Selling Chilies

Recently, we celebrated seventy-five years of Independence. Throughout the year, there were conferences, motivational speeches, recounting of stories of sacrifices made by the people at the time of partition, and promises to make the country great. Thus, there was a display of pomp and optimism by the government, but it was soon followed by the worst economic deprivation, hyperinflation, and breakdown of law and order in our seventy-five years of history. Now, instead of promises of a better future, sermons are delivered about living a monastic lifestyle and being content with the vagaries of life. To add insult to injury, religious edicts are invoked to buttress the sermons. However, all of this feels like déjà vu, at least to my generation and the generation before me, and serves as a premonition of even worse times to come.
In the late seventies, I was repeatedly inculcated - during my primary and secondary education - with the fact that Pakistan partly inherited (not made) one of the largest irrigation systems in the world, courtesy of our former colonial masters, who tamed the mighty rivers of Punjab through barrages and dams, and utilized these waters through a network of canals to irrigate lands in Punjab and Sindh, thus turning these regions into the breadbasket for the whole of the sub-continent. I learned ad nauseam that soon, using this irrigation system, an agricultural revolution would come to Pakistan, and no person would sleep hungry. However, seventy-five years of existence begs the question if we have improved, at any level, this inherited agricultural system. Further, cyclic shortages of wheat, sugar, and other edible items belie the agrarian country claims in educational curriculum and political discourse.
During Higher Secondary and Intermediate studies, I was informed that with new government policies, Pakistan is at the cusp of a technological revolution. In the late 1980s, foreign companies started manufacturing (actually importing and assembling) automobiles, followed by ‘manufacturing’ of consumer items such as televisions, air conditioners, fridges, and refrigerators. However, even in the year 2023, the quality and reliability of these manufactured items are such that foreign companies cannot export them to their own countries. Further, the recent import restrictions to curb account deficit and arrest dwindling dollar reserves have laid bare the shallowness of our industrial policy and manufacturing industry.
Moreover, over its seventy-five years of existence, Pakistan has amassed billions of dollars of debt, which were purportedly borrowed to improve the standard of living of ordinary citizens of Pakistan, improve local infrastructure, and provide better health and educational facilities. However, Pakistan has one of the highest illiteracy rates in the world and is among the few countries in the world where malaria, tuberculosis, and polio are still prevalent. Thus, while a selected few have prospered, a Pakistan for all is still a dream for more than two hundred and thirty-one million ordinary citizens of Pakistan, and they are being repeatedly told that they should be ready to make more sacrifices for Pakistan.

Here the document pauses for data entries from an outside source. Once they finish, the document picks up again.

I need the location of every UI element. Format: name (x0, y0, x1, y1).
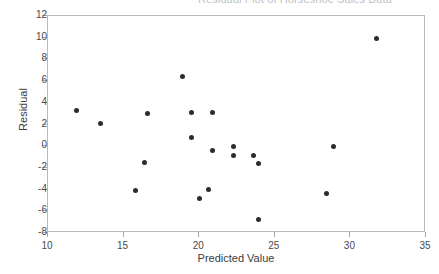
x-tick-label: 35 (405, 241, 439, 251)
data-point (251, 153, 256, 158)
y-tick-label: 10 (7, 32, 47, 42)
chart-title: Residual Plot of Horseshoe Sales Data (198, 0, 439, 3)
data-point (189, 110, 194, 115)
residual-scatter-chart: Residual Plot of Horseshoe Sales Data -8… (0, 0, 439, 274)
plot-area (47, 15, 425, 232)
x-tick-label: 25 (254, 241, 294, 251)
data-point (231, 153, 236, 158)
data-point (374, 36, 379, 41)
x-tick-mark (349, 232, 350, 237)
data-point (324, 191, 329, 196)
data-point (231, 144, 236, 149)
x-tick-mark (425, 232, 426, 237)
data-point (142, 160, 147, 165)
y-tick-label: -2 (7, 162, 47, 172)
data-point (206, 187, 211, 192)
data-point (210, 148, 215, 153)
data-point (74, 108, 79, 113)
x-tick-mark (47, 232, 48, 237)
data-point (256, 217, 261, 222)
x-tick-label: 20 (178, 241, 218, 251)
data-point (210, 110, 215, 115)
data-point (197, 196, 202, 201)
x-tick-label: 30 (329, 241, 369, 251)
x-tick-mark (123, 232, 124, 237)
y-tick-label: 8 (7, 53, 47, 63)
y-tick-label: -6 (7, 205, 47, 215)
x-tick-mark (198, 232, 199, 237)
x-tick-label: 15 (103, 241, 143, 251)
y-tick-label: 12 (7, 10, 47, 20)
data-point (331, 144, 336, 149)
data-point (189, 135, 194, 140)
x-axis-label: Predicted Value (47, 252, 425, 264)
data-point (256, 161, 261, 166)
data-point (98, 121, 103, 126)
data-point (145, 111, 150, 116)
data-point (133, 188, 138, 193)
y-tick-label: -4 (7, 184, 47, 194)
x-tick-label: 10 (27, 241, 67, 251)
data-point (180, 74, 185, 79)
x-tick-mark (274, 232, 275, 237)
y-axis-label: Residual (18, 65, 29, 155)
y-tick-label: -8 (7, 227, 47, 237)
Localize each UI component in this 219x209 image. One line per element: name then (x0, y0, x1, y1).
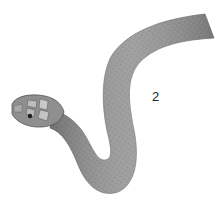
figure-number-label: 2 (152, 89, 159, 104)
snake-eye (28, 114, 32, 118)
snake-illustration (0, 0, 219, 209)
illustration-canvas: 2 (0, 0, 219, 209)
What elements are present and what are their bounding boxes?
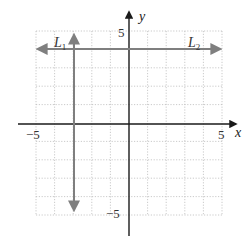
y-tick-5: 5 [118, 25, 125, 40]
x-tick-5: 5 [218, 127, 225, 142]
label-l1: L1 [53, 35, 66, 52]
y-tick-neg5: −5 [106, 206, 120, 221]
label-l2: L2 [187, 35, 200, 52]
x-tick-neg5: −5 [26, 127, 40, 142]
x-axis-label: x [234, 125, 242, 140]
y-axis-label: y [137, 9, 146, 24]
coordinate-plane: x y −5 5 5 −5 L1 L2 [0, 0, 247, 242]
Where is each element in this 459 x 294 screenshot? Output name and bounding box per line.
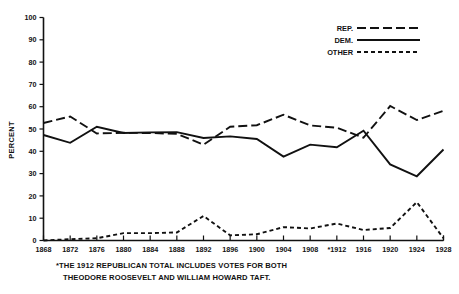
- y-axis-label: PERCENT: [7, 121, 16, 159]
- y-tick-label: 70: [29, 80, 37, 89]
- y-tick-label: 90: [29, 35, 37, 44]
- y-tick-label: 100: [25, 13, 37, 22]
- y-tick-label: 40: [29, 147, 37, 156]
- x-tick-label: 1888: [169, 245, 185, 254]
- x-tick-label: 1872: [62, 245, 78, 254]
- footnote-line: THEODORE ROOSEVELT AND WILLIAM HOWARD TA…: [63, 273, 271, 282]
- x-tick-label: 1928: [436, 245, 452, 254]
- x-tick-label: 1904: [276, 245, 292, 254]
- y-tick-label: 10: [29, 214, 37, 223]
- y-tick-label: 20: [29, 192, 37, 201]
- legend-label-other: OTHER: [327, 48, 354, 57]
- x-tick-label: 1900: [249, 245, 265, 254]
- footnote-line: *THE 1912 REPUBLICAN TOTAL INCLUDES VOTE…: [56, 261, 287, 270]
- x-tick-label: 1884: [142, 245, 158, 254]
- y-tick-label: 60: [29, 102, 37, 111]
- chart-container: 0102030405060708090100 18681872187618801…: [0, 0, 459, 294]
- x-tick-label: 1916: [356, 245, 372, 254]
- x-tick-label: 1892: [196, 245, 212, 254]
- x-tick-label: 1896: [222, 245, 238, 254]
- legend-label-dem: DEM.: [335, 36, 353, 45]
- x-tick-label: 1880: [116, 245, 132, 254]
- x-tick-label: 1868: [36, 245, 52, 254]
- x-tick-label: 1908: [302, 245, 318, 254]
- x-tick-label: 1876: [89, 245, 105, 254]
- y-tick-label: 80: [29, 58, 37, 67]
- y-tick-label: 50: [29, 125, 37, 134]
- x-tick-label: *1912: [327, 245, 346, 254]
- x-tick-label: 1924: [409, 245, 425, 254]
- y-axis-label-text: PERCENT: [7, 121, 16, 159]
- percent-of-popular-vote-line-chart: 0102030405060708090100 18681872187618801…: [0, 0, 459, 294]
- legend-label-rep: REP.: [337, 24, 353, 33]
- x-tick-label: 1920: [382, 245, 398, 254]
- y-tick-label: 30: [29, 169, 37, 178]
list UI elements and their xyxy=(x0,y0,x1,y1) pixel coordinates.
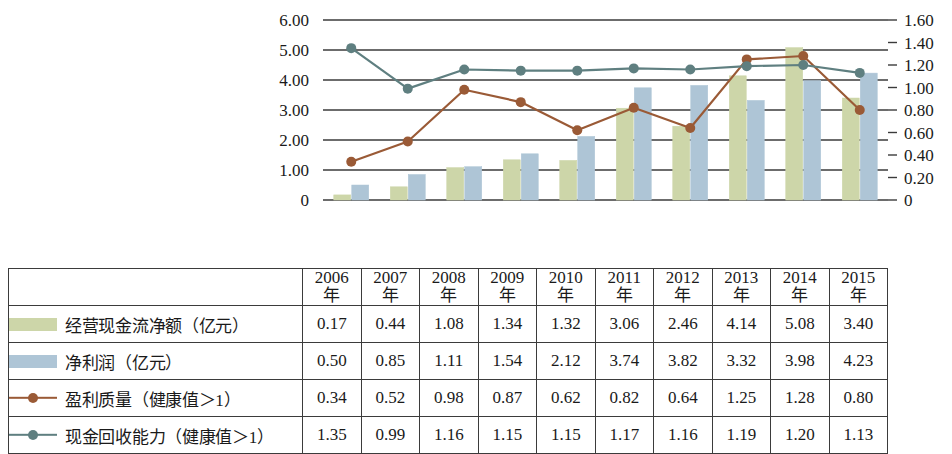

Presently, there has been an increasing Chinese footprint, with keen interest in investing in the agriculture sector. We have been inundated with the news that new investment would help mechanize the agricultural sector and introduce new, more robust seeds for increased productivity. It has been reported that Pakistan has successfully produced six inches of chilies to be exported to China, which will help to earn valuable foreign exchange of a few million USDs, thus probably implying that the much-promised agricultural revolution is finally around the corner.
While countries like Vietnam and Malaysia made policies to industrialize and are now considered among the industrialized states of Asia, we are, after seventy-five years, in billions of dollars in debt, have a crumbling infrastructure and manufacturing base, and are trumpeting chili production. It is time to take cognizance of the impending disaster looming before us and make effective policies to reduce our non-development expenditure, give respite to the citizens, and take concrete steps for industrialization led by our local entrepreneurs and investors.